Category Archives: Popular Culture

That’s No Lady

…it’s my Supreme Court nominee. Of all the things for the left to get its panties in a new wad about.

Though this does remind me of a pet peeve of my own, and a much more egregious one (I just heard it again yesterday morning on the local news). The female anchor (not to pick on her, men do it, too) was describing some sort of brutal crime, after which she said that the police were still looking for the “gentleman” who perpetrated it.

Apparently, many people are no longer familiar with the meaning of the words “lady” and “gentleman” (it just occurs to me that people in show business compliment their audiences by addressing them as “ladies and gentlemen” — do they say that at WWE events? Wishing to see such an exhibition doesn’t seem very ladylike…). They are not synonyms for (respectively) “woman” and “man.” They are describing a particular sort of woman or man. As far as I know, and from all I’ve heard about her public conduct (and ignoring rumors about her private life, about which I’m indifferent), Elena Kagan is a lady. And the guy the news reporter was describing was no gentleman.

And So It Begins

V’ger is starting to go mad:

The first hint of a problem came on April 22, when engineers first spotted the data pattern change. Since then, they’ve been working to fix the glitch and began sending commands back to Voyager 2 on April 30.

Because Voyager 2 is so far from Earth, it takes 13 hours for a message to reach the spacecraft and another 13 hours for responses to come back to NASA’s Deep Space Network of listening antennas around the world.

I hate when that happens.

Ernie Harwell

RIP:

I grew up listening to Ernie call games—sometimes in bed, having smuggled a portable radio between the sheets; sometimes with my grandfather, on summer nights at a house in northern Michigan that had no television. Harwell’s distinctive voice—nasally, with the hint of a southern twang—was unforgettable. The sound of my mother’s voice will stay with me always; so will Harwell’s. Like all great radio men, he had a few special phrases. Home runs were “looong gone!” A batter who took a called third strike “stood there like a house by the side of the road.”

The habit that amazed me in my early years occurred after foul balls at Tiger Stadium. A ball would fly into the stands and Harwell would announce that a lucky fan from Owosso or Wyandotte or wherever was going to take it home. For years it puzzled me: How does he know that?

Those are my summer memories, too. And I wondered the same thing. I hate to say that he was making it up, but I’d like to see another explanation. All I know is that I’d like to think that he did know it. Who did it hurt?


> _Task to complete_
Transcribe each record word for word. Skip the images.

Stored data entries
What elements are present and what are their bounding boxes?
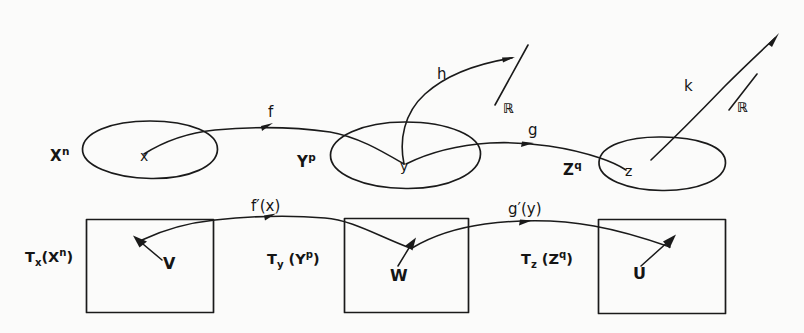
map-arrowhead-h xyxy=(502,57,515,63)
tangent-vector-label-v: V xyxy=(163,256,175,272)
tangent-vector-w-head xyxy=(406,238,417,251)
manifold-label-x: Xn xyxy=(50,149,70,164)
tangent-space-box-x xyxy=(87,220,214,313)
manifold-label-y: Yp xyxy=(297,155,316,170)
tangent-space-label-y: Ty (Yp) xyxy=(267,252,320,267)
derivative-label-df: f′(x) xyxy=(251,199,280,214)
manifold-blob-z xyxy=(599,137,726,191)
point-label-z: z xyxy=(625,164,632,178)
map-curve-f xyxy=(144,128,404,164)
tangent-space-label-z: Tz (Zq) xyxy=(521,252,573,267)
derivative-label-dg: g′(y) xyxy=(508,202,542,217)
map-curve-k xyxy=(651,38,775,160)
map-label-f: f xyxy=(268,105,273,120)
real-line-label-1: ℝ xyxy=(503,102,514,116)
map-curve-g xyxy=(406,143,626,170)
point-label-y: y xyxy=(400,159,408,173)
tangent-space-label-x: Tx(Xn) xyxy=(25,250,73,265)
map-curve-h xyxy=(402,58,512,164)
tangent-vector-label-w: W xyxy=(390,268,408,284)
diagram-canvas: Xn Yp Zq x y z f g h k ℝ ℝ Tx(Xn) Ty (Yp… xyxy=(0,0,804,333)
tangent-vector-label-u: U xyxy=(633,266,646,282)
real-line-1 xyxy=(495,45,528,105)
derivative-curve-df xyxy=(142,216,410,248)
manifold-label-z: Zq xyxy=(563,163,582,178)
map-label-h: h xyxy=(437,67,447,82)
map-arrowhead-k xyxy=(768,33,779,47)
real-line-label-2: ℝ xyxy=(737,101,748,115)
map-label-k: k xyxy=(684,79,693,94)
manifold-blob-y xyxy=(330,122,480,189)
derivative-curve-dg xyxy=(412,221,670,248)
map-label-g: g xyxy=(528,123,538,138)
derivative-arrowhead-dg xyxy=(519,220,532,226)
tangent-space-box-z xyxy=(599,220,726,314)
point-label-x: x xyxy=(140,149,148,163)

> _Response to this task_
What elements are present and what are their bounding boxes?
map-arrowhead-h xyxy=(502,57,515,63)
tangent-vector-label-v: V xyxy=(163,256,175,272)
tangent-vector-w-head xyxy=(406,238,417,251)
manifold-label-x: Xn xyxy=(50,149,70,164)
tangent-space-box-x xyxy=(87,220,214,313)
manifold-label-y: Yp xyxy=(297,155,316,170)
tangent-space-label-y: Ty (Yp) xyxy=(267,252,320,267)
derivative-label-df: f′(x) xyxy=(251,199,280,214)
manifold-blob-z xyxy=(599,137,726,191)
point-label-z: z xyxy=(625,164,632,178)
map-curve-f xyxy=(144,128,404,164)
tangent-space-label-z: Tz (Zq) xyxy=(521,252,573,267)
derivative-label-dg: g′(y) xyxy=(508,202,542,217)
map-curve-k xyxy=(651,38,775,160)
map-label-f: f xyxy=(268,105,273,120)
real-line-label-1: ℝ xyxy=(503,102,514,116)
map-curve-g xyxy=(406,143,626,170)
point-label-y: y xyxy=(400,159,408,173)
tangent-space-label-x: Tx(Xn) xyxy=(25,250,73,265)
map-curve-h xyxy=(402,58,512,164)
tangent-vector-label-w: W xyxy=(390,268,408,284)
diagram-canvas: Xn Yp Zq x y z f g h k ℝ ℝ Tx(Xn) Ty (Yp… xyxy=(0,0,804,333)
tangent-vector-label-u: U xyxy=(633,266,646,282)
real-line-1 xyxy=(495,45,528,105)
derivative-curve-df xyxy=(142,216,410,248)
manifold-label-z: Zq xyxy=(563,163,582,178)
map-label-h: h xyxy=(437,67,447,82)
map-arrowhead-k xyxy=(768,33,779,47)
real-line-label-2: ℝ xyxy=(737,101,748,115)
map-label-k: k xyxy=(684,79,693,94)
manifold-blob-y xyxy=(330,122,480,189)
derivative-curve-dg xyxy=(412,221,670,248)
map-label-g: g xyxy=(528,123,538,138)
derivative-arrowhead-dg xyxy=(519,220,532,226)
tangent-space-box-z xyxy=(599,220,726,314)
point-label-x: x xyxy=(140,149,148,163)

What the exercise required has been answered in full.